Lois Riess in a 2024 HBO documentary

What compels a wife to murder her husband, flee, and then kill another woman during her escape?

This is the central question explored in the two-part HBO documentary I’m Not a Monster: The Lois Riess Murders airing on October 15 and 16. The documentary focuses on Lois Riess, a Minnesota woman currently serving two life sentences for the 2018 murders of her husband, David Riess, in Blooming Prairie, Minnesota, and Pam Hutchinson, a woman she encountered at a bar in Texas while on the run.

Riess was apprehended in April 2018 after George Higginbotham, then the manager of Dirty Al’s restaurant on South Padre Island in Texas, recognized her from CBS This Morning and alerted the U.S. Marshals. She confessed to both murders.

For the documentary, director Erin Lee Carr interviewed Riess in prison to delve into her state of mind when she committed these heinous acts.

Exploring the motives behind Lois Riess’s murders

While the documentary doesn’t provide definitive answers to why Riess killed Hutchinson or her husband, it delves into Riess’s turbulent marriage, offering insight into her mindset leading up to the murders. She recounts her husband’s physical and verbal abuse towards her and their children.

“He would throw things and break things that were important to me like pictures,” Riess says.
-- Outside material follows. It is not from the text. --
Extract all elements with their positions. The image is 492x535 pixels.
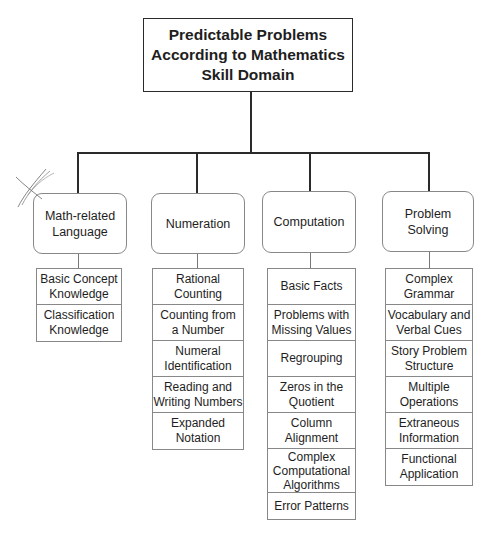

She claims the abuse escalated to the point where “it got to be pushing and hitting.” She describes feeling trapped and experiencing “lots of verbal abuse, which I feel is worse than the physical abuse.”

Kari Schirber, a friend of Lois Riess, corroborates her account in the series, stating, “He was a hot head.”

Many family members were unaware of the true nature of their marriage. As Carr tells TIME, “She never said anything about the marriage whatsoever, and so [her husband’s murder] became a shock to everybody who knew her, everybody who covered the story.” Carr adds: “It seems like for people, she just had a gambling addiction and offed him because he cut her off or something.”

However, based on numerous interviews with sources, Carr asserts that “Lois was in a toxic abusive relationship.” At one point during her marriage, Riess underwent mental health treatment after a suicide attempt, but her husband visited her only once. Carr speculates that a breaking point may have occurred around this time.

Lois Riess and a history of mental health issues

The documentary explores how a pre-existing mental health condition might have contributed to her impulsive actions, even featuring a gambling addiction specialist discussing the psychological factors involved in gambling. Riess squandered her entire inheritance on gambling. While on the run, she frequented casinos after depleting her husband’s personal and business bank accounts. “The only thing that made me feel good was gambling,” Riess admits. “Gambling is the worst drug ever. It’s like a euphoric kind of a high. You feel special.”

Throughout the documentary, Riess expresses remorse for both murders and attributes her actions to mental illness, though she doesn’t disclose a specific diagnosis. Several members of her immediate family struggled with mental health issues, and her mother passed away in a mental institution. 

When police officers discovered Hutchinson dead in her condo on April 9, 2018—with identification and credit cards missing—they considered Riess a prime suspect, believing she killed Hutchinson because of their physical resemblance. When asked how she transitioned from conversing with Hutchinson at the bar to taking her life, Riess replies, “When I say it’s a puzzle, it truly is a puzzle because I don’t have all the memories and all the answers for that.” She adds, “—the mind is a crazy thing. All I know is it happened.” Hutchinson, she claims, “just got caught up in my spiral.”

It’s uncommon for a murderer to appear on camera, but Carr shared with Riess that addiction and mental health issues also run in her own family. She is the daughter of the former New York Times columnist David Carr, whose memoir The Night of the Gun vividly depicts his struggles with drug addiction. And she herself has been sober for 9 years. She argued that she could approach the interview with a certain level of understanding—although she still finds it challenging to fully comprehend what motivated Riess to commit murder twice.

“I found that she wasn’t able to take full ownership over what she did,” says Carr.